* [Exercise directions]: Print every line exactly as it appears in the material below.
▬▬▬
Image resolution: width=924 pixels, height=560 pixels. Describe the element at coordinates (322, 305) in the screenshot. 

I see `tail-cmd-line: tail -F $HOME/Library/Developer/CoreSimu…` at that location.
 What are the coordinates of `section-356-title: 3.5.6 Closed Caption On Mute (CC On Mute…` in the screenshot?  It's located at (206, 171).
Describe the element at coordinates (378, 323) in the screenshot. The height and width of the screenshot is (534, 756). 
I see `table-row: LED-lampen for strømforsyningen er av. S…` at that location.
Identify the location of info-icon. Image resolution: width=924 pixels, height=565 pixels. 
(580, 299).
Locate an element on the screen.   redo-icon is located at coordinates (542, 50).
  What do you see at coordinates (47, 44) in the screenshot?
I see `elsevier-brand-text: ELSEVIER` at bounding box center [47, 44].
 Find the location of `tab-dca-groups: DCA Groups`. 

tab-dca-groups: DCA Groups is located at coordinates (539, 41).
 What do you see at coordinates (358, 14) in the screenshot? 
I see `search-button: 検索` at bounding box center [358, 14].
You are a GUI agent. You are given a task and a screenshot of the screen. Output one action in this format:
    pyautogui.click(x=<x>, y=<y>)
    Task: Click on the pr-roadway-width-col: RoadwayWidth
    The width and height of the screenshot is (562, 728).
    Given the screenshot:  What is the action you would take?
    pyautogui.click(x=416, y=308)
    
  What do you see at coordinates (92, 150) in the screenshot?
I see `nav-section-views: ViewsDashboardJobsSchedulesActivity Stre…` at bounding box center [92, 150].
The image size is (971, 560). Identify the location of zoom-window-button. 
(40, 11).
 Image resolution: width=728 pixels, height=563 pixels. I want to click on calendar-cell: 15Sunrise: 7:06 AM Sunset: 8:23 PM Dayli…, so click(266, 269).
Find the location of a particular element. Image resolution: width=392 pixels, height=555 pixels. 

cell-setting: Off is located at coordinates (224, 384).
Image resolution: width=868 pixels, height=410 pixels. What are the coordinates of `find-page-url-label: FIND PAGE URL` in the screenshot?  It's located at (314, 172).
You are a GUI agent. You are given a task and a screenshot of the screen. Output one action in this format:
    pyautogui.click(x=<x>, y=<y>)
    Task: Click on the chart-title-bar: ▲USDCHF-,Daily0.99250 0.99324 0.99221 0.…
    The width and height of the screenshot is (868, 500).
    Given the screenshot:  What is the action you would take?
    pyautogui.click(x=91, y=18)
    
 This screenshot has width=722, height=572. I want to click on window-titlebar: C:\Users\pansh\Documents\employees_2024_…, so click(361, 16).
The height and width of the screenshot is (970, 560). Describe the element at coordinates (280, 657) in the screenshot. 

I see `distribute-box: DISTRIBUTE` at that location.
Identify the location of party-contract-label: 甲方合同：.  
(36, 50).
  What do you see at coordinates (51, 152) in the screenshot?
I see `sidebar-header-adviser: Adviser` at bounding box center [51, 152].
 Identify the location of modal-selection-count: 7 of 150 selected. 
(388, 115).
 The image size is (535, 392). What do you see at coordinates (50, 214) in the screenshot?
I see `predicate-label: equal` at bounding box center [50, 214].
▬▬▬
* [Response]:
Image resolution: width=924 pixels, height=560 pixels. Describe the element at coordinates (322, 305) in the screenshot. 

I see `tail-cmd-line: tail -F $HOME/Library/Developer/CoreSimu…` at that location.
 What are the coordinates of `section-356-title: 3.5.6 Closed Caption On Mute (CC On Mute…` in the screenshot?  It's located at (206, 171).
Describe the element at coordinates (378, 323) in the screenshot. The height and width of the screenshot is (534, 756). 
I see `table-row: LED-lampen for strømforsyningen er av. S…` at that location.
Identify the location of info-icon. Image resolution: width=924 pixels, height=565 pixels. 
(580, 299).
Locate an element on the screen.   redo-icon is located at coordinates (542, 50).
  What do you see at coordinates (47, 44) in the screenshot?
I see `elsevier-brand-text: ELSEVIER` at bounding box center [47, 44].
 Find the location of `tab-dca-groups: DCA Groups`. 

tab-dca-groups: DCA Groups is located at coordinates (539, 41).
 What do you see at coordinates (358, 14) in the screenshot? 
I see `search-button: 検索` at bounding box center [358, 14].
You are a GUI agent. You are given a task and a screenshot of the screen. Output one action in this format:
    pyautogui.click(x=<x>, y=<y>)
    Task: Click on the pr-roadway-width-col: RoadwayWidth
    The width and height of the screenshot is (562, 728).
    Given the screenshot:  What is the action you would take?
    pyautogui.click(x=416, y=308)
    
  What do you see at coordinates (92, 150) in the screenshot?
I see `nav-section-views: ViewsDashboardJobsSchedulesActivity Stre…` at bounding box center [92, 150].
The image size is (971, 560). Identify the location of zoom-window-button. 
(40, 11).
 Image resolution: width=728 pixels, height=563 pixels. I want to click on calendar-cell: 15Sunrise: 7:06 AM Sunset: 8:23 PM Dayli…, so click(266, 269).
Find the location of a particular element. Image resolution: width=392 pixels, height=555 pixels. 

cell-setting: Off is located at coordinates (224, 384).
Image resolution: width=868 pixels, height=410 pixels. What are the coordinates of `find-page-url-label: FIND PAGE URL` in the screenshot?  It's located at (314, 172).
You are a GUI agent. You are given a task and a screenshot of the screen. Output one action in this format:
    pyautogui.click(x=<x>, y=<y>)
    Task: Click on the chart-title-bar: ▲USDCHF-,Daily0.99250 0.99324 0.99221 0.…
    The width and height of the screenshot is (868, 500).
    Given the screenshot:  What is the action you would take?
    pyautogui.click(x=91, y=18)
    
 This screenshot has width=722, height=572. I want to click on window-titlebar: C:\Users\pansh\Documents\employees_2024_…, so click(361, 16).
The height and width of the screenshot is (970, 560). Describe the element at coordinates (280, 657) in the screenshot. 

I see `distribute-box: DISTRIBUTE` at that location.
Identify the location of party-contract-label: 甲方合同：.  
(36, 50).
  What do you see at coordinates (51, 152) in the screenshot?
I see `sidebar-header-adviser: Adviser` at bounding box center [51, 152].
 Identify the location of modal-selection-count: 7 of 150 selected. 
(388, 115).
 The image size is (535, 392). What do you see at coordinates (50, 214) in the screenshot?
I see `predicate-label: equal` at bounding box center [50, 214].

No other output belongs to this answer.